Brugnara and his colleagues are looking at the possibility of using OLO in the hospital's emergency room, the neonatal intensive care unit, the children's oncology clinic, and possibly in associated pediatric practices — some of these uses will have to wait for Sight to receive its CLIA waiver, but they all involve settings where a faster turnaround time for CBC results would be beneficial for patients.
"Our oncology clinic is one that will be suited to have an instrument there, allowing patients to get their CBC results within 10 or 15 minutes from the time the sample is collected. I think, as well, the emergency room is an area in which we may be able to save 20 to 40 minutes from the regular CBC and get patients their CBC data back much faster," Brugnara said. "And in neonatal intensive care, we're doing these very small blood samples. So, anything that allows us to use less blood and to deliver those results faster, I think it's going to be beneficial."
Because the OLO is a CBC analyzer, Sight will use the standard billing code for CBC testing through insurance payors, Medicare, and Medicaid, so there's no need for a reimbursement strategy, even though the technology itself is new, Levy noted.
But OLO isn't Sight's only asset, she also said.
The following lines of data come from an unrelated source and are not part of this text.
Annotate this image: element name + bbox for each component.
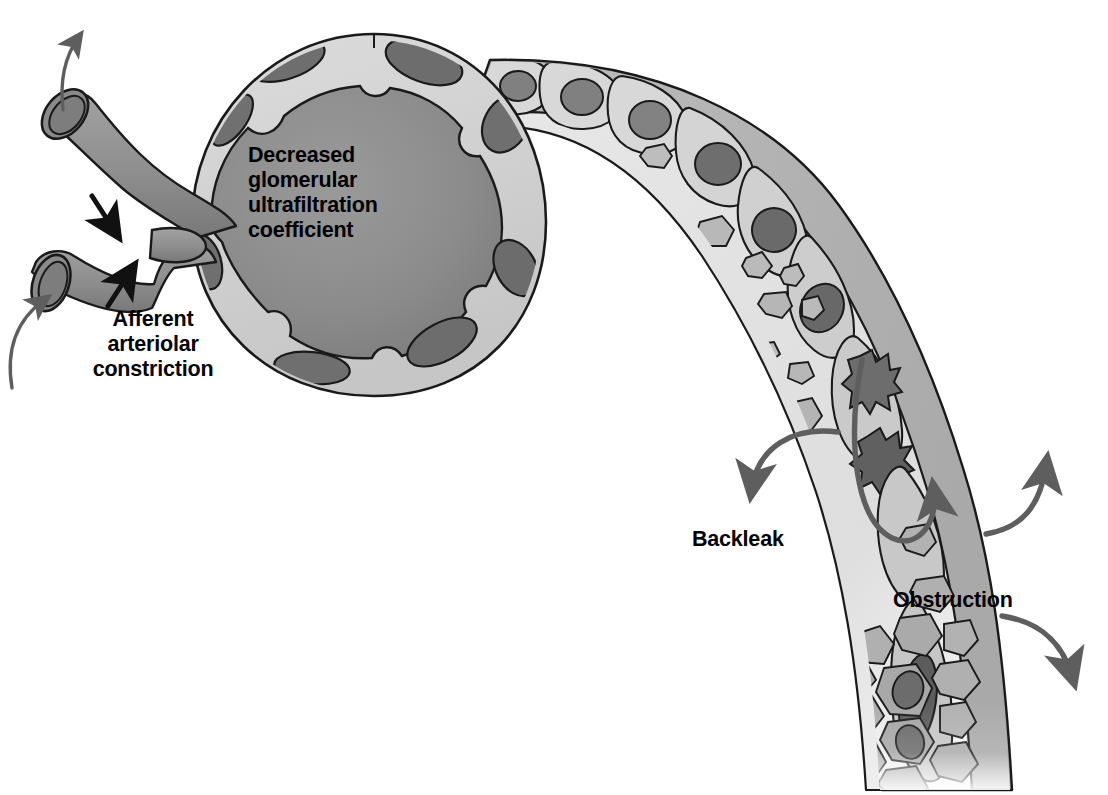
label-obstruction: Obstruction xyxy=(893,588,1013,613)
afferent-line-3: constriction xyxy=(93,357,214,381)
obstruction-pressure-arrow-upper xyxy=(986,466,1046,534)
gufc-line-2: glomerular xyxy=(248,168,357,192)
label-afferent-arteriolar-constriction: Afferentarteriolarconstriction xyxy=(88,307,218,382)
label-decreased-gufc: Decreasedglomerularultrafiltrationcoeffi… xyxy=(248,143,378,244)
figure-canvas: Decreasedglomerularultrafiltrationcoeffi… xyxy=(0,0,1108,795)
proximal-tubule xyxy=(470,57,1040,795)
constriction-arrow-upper xyxy=(92,196,114,230)
afferent-flow-arrow xyxy=(10,300,44,388)
afferent-line-2: arteriolar xyxy=(107,332,198,356)
label-backleak: Backleak xyxy=(692,527,784,552)
obstruction-pressure-arrow-lower xyxy=(1002,616,1072,676)
gufc-line-1: Decreased xyxy=(248,143,355,167)
constricted-neck xyxy=(150,228,206,262)
afferent-line-1: Afferent xyxy=(113,307,194,331)
gufc-line-4: coefficient xyxy=(248,218,353,242)
gufc-line-3: ultrafiltration xyxy=(248,193,378,217)
kidney-injury-diagram xyxy=(0,0,1108,795)
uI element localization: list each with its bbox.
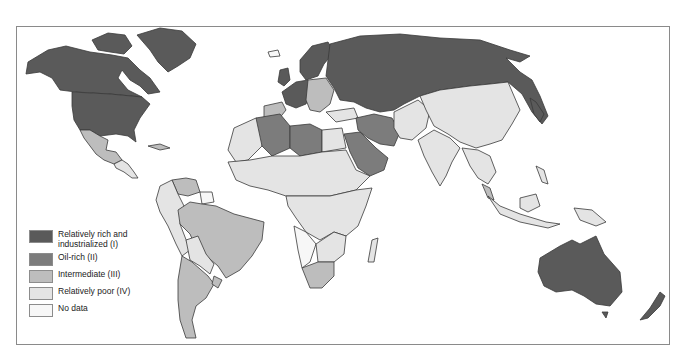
region-uruguay bbox=[212, 276, 222, 288]
legend-item-intermediate: Intermediate (III) bbox=[29, 270, 159, 283]
region-caribbean bbox=[148, 144, 170, 150]
legend-item-oil-rich: Oil-rich (II) bbox=[29, 253, 159, 266]
region-madagascar bbox=[368, 238, 378, 262]
region-greenland bbox=[137, 28, 196, 72]
region-central-america bbox=[114, 160, 138, 178]
region-guianas bbox=[200, 192, 214, 204]
region-malaysia bbox=[482, 184, 494, 200]
region-southeast-asia bbox=[462, 148, 496, 184]
region-australia bbox=[538, 236, 622, 306]
legend-swatch-no-data bbox=[29, 304, 53, 317]
region-eastern-europe bbox=[306, 78, 334, 112]
region-canada-alaska bbox=[26, 46, 160, 97]
legend-item-relatively-poor: Relatively poor (IV) bbox=[29, 287, 159, 300]
region-new-zealand bbox=[640, 292, 665, 320]
region-libya bbox=[290, 124, 322, 156]
region-turkey bbox=[326, 108, 358, 122]
region-uk bbox=[278, 68, 290, 86]
legend-swatch-relatively-poor bbox=[29, 287, 53, 300]
legend-label-intermediate: Intermediate (III) bbox=[58, 270, 120, 280]
legend-label-no-data: No data bbox=[58, 304, 88, 314]
region-philippines bbox=[536, 166, 548, 184]
legend-swatch-intermediate bbox=[29, 270, 53, 283]
region-tasmania bbox=[602, 312, 608, 318]
region-new-guinea bbox=[574, 208, 606, 226]
legend-label-relatively-poor: Relatively poor (IV) bbox=[58, 287, 130, 297]
legend-label-rich: Relatively rich and industrialized (I) bbox=[58, 230, 127, 249]
region-egypt bbox=[322, 128, 346, 152]
legend-item-rich-industrialized: Relatively rich and industrialized (I) bbox=[29, 230, 159, 249]
region-iceland bbox=[268, 50, 280, 57]
region-borneo bbox=[520, 194, 540, 212]
region-arctic-islands bbox=[92, 33, 132, 54]
legend-label-rich-line2: industrialized (I) bbox=[58, 239, 118, 249]
region-algeria bbox=[256, 114, 290, 156]
legend-swatch-rich bbox=[29, 230, 53, 243]
region-south-africa bbox=[302, 262, 334, 288]
region-india bbox=[418, 130, 460, 186]
legend-label-oil-rich: Oil-rich (II) bbox=[58, 253, 98, 263]
legend-label-rich-line1: Relatively rich and bbox=[58, 229, 127, 239]
legend-item-no-data: No data bbox=[29, 304, 159, 317]
legend-swatch-oil-rich bbox=[29, 253, 53, 266]
legend: Relatively rich and industrialized (I) O… bbox=[29, 230, 159, 321]
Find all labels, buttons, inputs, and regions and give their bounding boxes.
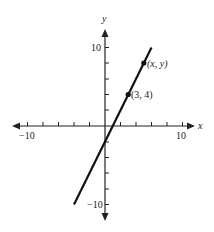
point-3-4-label: (3, 4) [131, 89, 153, 101]
x-axis-left-arrow-icon [12, 123, 20, 130]
y-axis-up-arrow-icon [102, 29, 109, 37]
x-max-label: 10 [176, 130, 186, 141]
point-x-y-label: (x, y) [147, 58, 168, 70]
point-x-y [141, 60, 146, 65]
y-axis-label: y [101, 13, 107, 24]
y-max-label: 10 [91, 42, 101, 53]
y-axis-down-arrow-icon [102, 213, 109, 221]
y-min-label: −10 [87, 199, 103, 210]
x-axis-label: x [197, 120, 203, 131]
coordinate-plane: (3, 4) (x, y) y x −10 10 10 −10 [0, 0, 214, 232]
x-axis-right-arrow-icon [187, 123, 195, 130]
x-min-label: −10 [19, 130, 35, 141]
An earlier version of the instrument, called Parasight, has been available in 24 countries for diagnosing malaria — the technology underlying both Parasight and OLO digitizes patients' blood samples and turns them into images.
"What we have is a huge amount of data. Just imagine turning blood samples into images — we have so much information on the cells, on their morphology, on the structure of the blood," Levy said. The ability to digitize blood samples has allowed the company to sell nearly 1 million malaria tests, and it's the basis for Sight's plan to sell tens of thousands of OLO CBC analyzers.
In the long term, Levy said, the company is aiming to use its ability to digitize blood and teach an AI to read the images to develop more tests.
"We intend to add more capabilities and applications in the future based on the information in those images that we are collecting in every standard complete blood count scan," she added, "things like identifying different types of anemia, like sickle-cell anemia, or detecting blood cancer at various stages, or novel markers in the blood. So, we're researching and developing more capabilities and applications for the future."